V Shunmugam

The Securities Markets Code, 2025, Bill, tabled in Parliament last week, is legal housekeeping with a forward-looking impact. The Code makes the powers of the capital markets regulator —Securities and Exchange Board of India— cleaner, and harder to challenge procedurally, explains V Shunmugam

What’s behind this new Code?

Three old laws—the Securities and Exchange Board of India (Sebi) Act, the the Securities Contracts (Regulation) Act, and the Depositories Act—have been stitched into one Securities Markets Code. No new product announced, no trading rule changed, no headline reform. But anyone who has dealt with Sebi enforcement, exchange governance, or even product approvals knows the real issue was never the absence of power—it was where that power came from.

In recent years, some high-profile Sebi enforcement orders shook markets when announced, only to be stayed or significantly diluted later. The Code addresses this not by making the capital markets regulator harsher, but by making its powers cleaner and harder to challenge procedurally.

Is this the end of ad-hoc circulars?

Circulars will not disappear. Indian markets are too dynamic for that. But the Code reduces the need for creative interpretation. Sebi often had to stretch older provisions to cover modern realities—algo trading, complex derivatives and integrated clearing risks. By incorporating many settled practices into the statute itself, the Code lowers the likelihood that tomorrow’s enforcement action is undone just because someone argues, “This power was never clearly granted in the Act.” As an investor or intermediary, this means fewer moments of “big announcement today, legal uncertainty tomorrow.”

Solving fundamental ambiguity

For years, exchanges wanted to launch power derivatives. Sebi and the Central Electricity Regulatory Commi-ssion had to request the Supreme Court to withdraw a prior lawsuit to enable them to proceed with this. The Code strengthens the position that once a derivative is traded on recognised market infrastructure, it belongs within the securities market framework, even if the underlying asset is regulated elsewhere. This does not magically launch products—but it reduces the scope for turf wars. The same applies to currency and interest rate derivatives, where Reserve Bank of India-Sebi coordination drives the markets. For market participants, this means fewer “regulatory no-man’s lands” where products may exist in theory but not in practice.

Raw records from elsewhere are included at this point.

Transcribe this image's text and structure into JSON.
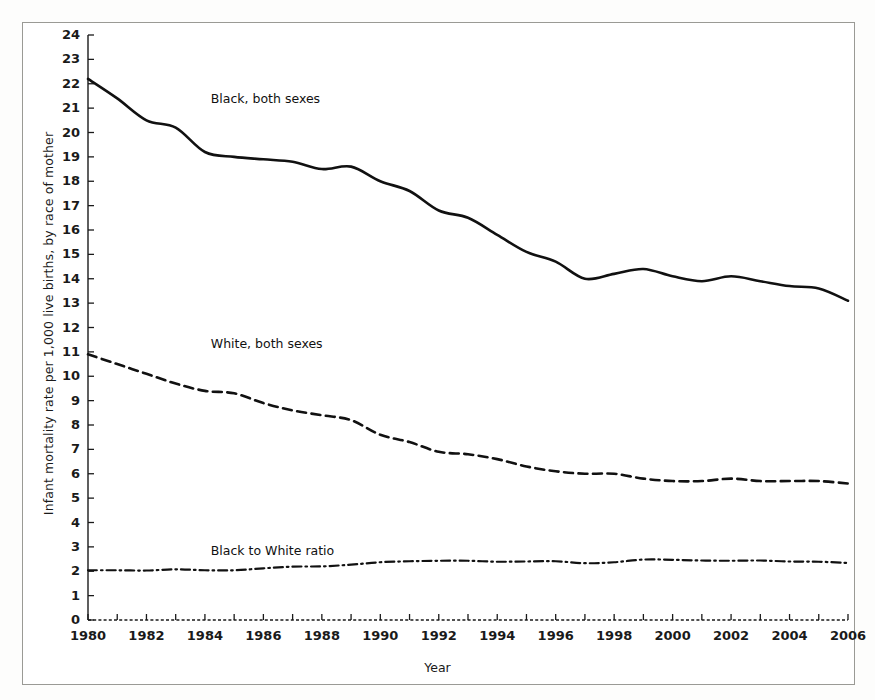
{
  "chart_data": {
    "type": "line",
    "title": "",
    "xlabel": "Year",
    "ylabel": "Infant mortality rate per 1,000 live births, by race of mother",
    "xlim": [
      1980,
      2006
    ],
    "ylim": [
      0,
      24
    ],
    "ytick_step": 1,
    "xtick_step": 1,
    "xtick_label_step": 2,
    "grid": false,
    "legend_position": "inline-annotations",
    "x": [
      1980,
      1981,
      1982,
      1983,
      1984,
      1985,
      1986,
      1987,
      1988,
      1989,
      1990,
      1991,
      1992,
      1993,
      1994,
      1995,
      1996,
      1997,
      1998,
      1999,
      2000,
      2001,
      2002,
      2003,
      2004,
      2005,
      2006
    ],
    "xticks": [
      1980,
      1981,
      1982,
      1983,
      1984,
      1985,
      1986,
      1987,
      1988,
      1989,
      1990,
      1991,
      1992,
      1993,
      1994,
      1995,
      1996,
      1997,
      1998,
      1999,
      2000,
      2001,
      2002,
      2003,
      2004,
      2005,
      2006
    ],
    "xtick_labels": [
      "1980",
      "",
      "1982",
      "",
      "1984",
      "",
      "1986",
      "",
      "1988",
      "",
      "1990",
      "",
      "1992",
      "",
      "1994",
      "",
      "1996",
      "",
      "1998",
      "",
      "2000",
      "",
      "2002",
      "",
      "2004",
      "",
      "2006"
    ],
    "yticks": [
      0,
      1,
      2,
      3,
      4,
      5,
      6,
      7,
      8,
      9,
      10,
      11,
      12,
      13,
      14,
      15,
      16,
      17,
      18,
      19,
      20,
      21,
      22,
      23,
      24
    ],
    "ytick_labels": [
      "0",
      "1",
      "2",
      "3",
      "4",
      "5",
      "6",
      "7",
      "8",
      "9",
      "10",
      "11",
      "12",
      "13",
      "14",
      "15",
      "16",
      "17",
      "18",
      "19",
      "20",
      "21",
      "22",
      "23",
      "24"
    ],
    "series": [
      {
        "name": "Black, both sexes",
        "style": "solid",
        "color": "#111111",
        "width": 2.6,
        "label_x": 1984.2,
        "label_y": 21.35,
        "values": [
          22.2,
          21.4,
          20.5,
          20.2,
          19.2,
          19.0,
          18.9,
          18.8,
          18.5,
          18.6,
          18.0,
          17.6,
          16.8,
          16.5,
          15.8,
          15.1,
          14.7,
          14.0,
          14.2,
          14.4,
          14.1,
          13.9,
          14.1,
          13.9,
          13.7,
          13.6,
          13.1
        ]
      },
      {
        "name": "White, both sexes",
        "style": "dashed",
        "color": "#111111",
        "width": 2.6,
        "label_x": 1984.2,
        "label_y": 11.3,
        "values": [
          10.9,
          10.5,
          10.1,
          9.7,
          9.4,
          9.3,
          8.9,
          8.6,
          8.4,
          8.2,
          7.6,
          7.3,
          6.9,
          6.8,
          6.6,
          6.3,
          6.1,
          6.0,
          6.0,
          5.8,
          5.7,
          5.7,
          5.8,
          5.7,
          5.7,
          5.7,
          5.6
        ]
      },
      {
        "name": "Black to White ratio",
        "style": "dashdot",
        "color": "#111111",
        "width": 2.2,
        "label_x": 1984.2,
        "label_y": 2.78,
        "values": [
          2.04,
          2.04,
          2.03,
          2.08,
          2.04,
          2.04,
          2.12,
          2.19,
          2.2,
          2.27,
          2.37,
          2.41,
          2.43,
          2.43,
          2.39,
          2.4,
          2.41,
          2.33,
          2.37,
          2.48,
          2.47,
          2.44,
          2.43,
          2.44,
          2.4,
          2.39,
          2.34
        ]
      }
    ]
  },
  "figure": {
    "background": "#ffffff",
    "frame_color": "#9a9a95",
    "axis_color": "#1a1a1a"
  }
}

Effect on market infrastructure institutions

Market Infrastructure Institutions (MII) such as exchanges, clearing corporations and depositories operate as regulated first-line supervisors, with Sebi as the final authority. They monitor trades, manage systemic risk, decide on access, and sometimes act as quasi-regulators. Earlier laws did not fully anticipate this role. The Code places MIIs on a clearer statutory footing, particularly regarding surveillance, data use and supervisory technology. When an exchange halts trading, changes margin norms overnight or flags manipulation, affected participants challenge these actions legally. Clear statutory backing means such actions are less likely to be questioned as “beyond mandate.” For investors, this improves confidence that market plumbing will not fail under legal stress.

Reversal of Sebi orders by SAT: What’s there for retail investors?

Many reversals of Sebi orders by Securities Appellate Tribunal (SAT) are not about guilt or innocence—they are about process, proportionality, and statutory authority. Orders fail not because misconduct didn’t occur, but because the legal scaffolding was weak. The Code strengthens that scaffolding. It clarifies how investigations are initiated, how penalties are grounded, and how proportionality is assessed. This reduces the pattern of enforcement actions being announced with certainty, only to be diluted later. Durable enforcement is better investor protection than aggressive enforcement.

Investor protection mechanisms —grievance redressal, compensation funds, and enforcement against mis-selling—already existed. But many of them were buried in regulations and schemes. The Code does not reinvent these mechanisms, but it anchors them more firmly in statute. This matters: for example, when an intermediary is suspended or collapses, investors want clarity on whether their assets are segregated, how claims are prioritised, and how long the resolution might take. The Code improves legal certainty on these questions. It draws a clearer line between market losses (your risk) and losses caused by misconduct or failure (regulatory responsibility).

Overall impact

The SMC is legal housekeeping with a forward-looking impact. It resolves the fragmentation created by three separate Acts and years of amendments, thereby providing markets with a more transparent and coherent legal framework. This matters because, as markets mature, predictability and legal certainty matter as much as regulation itself. The Code formalises powers already in use, reducing interpretative risk and regulatory surprises.

For investors, it means more durable outcomes. For intermediaries, fewer legal grey areas. For global participants, this matters because cross-border capital is sensitive to jurisdictional certainty and regulatory enforceability. It lays the foundation for the next phase of India’s capital market growth.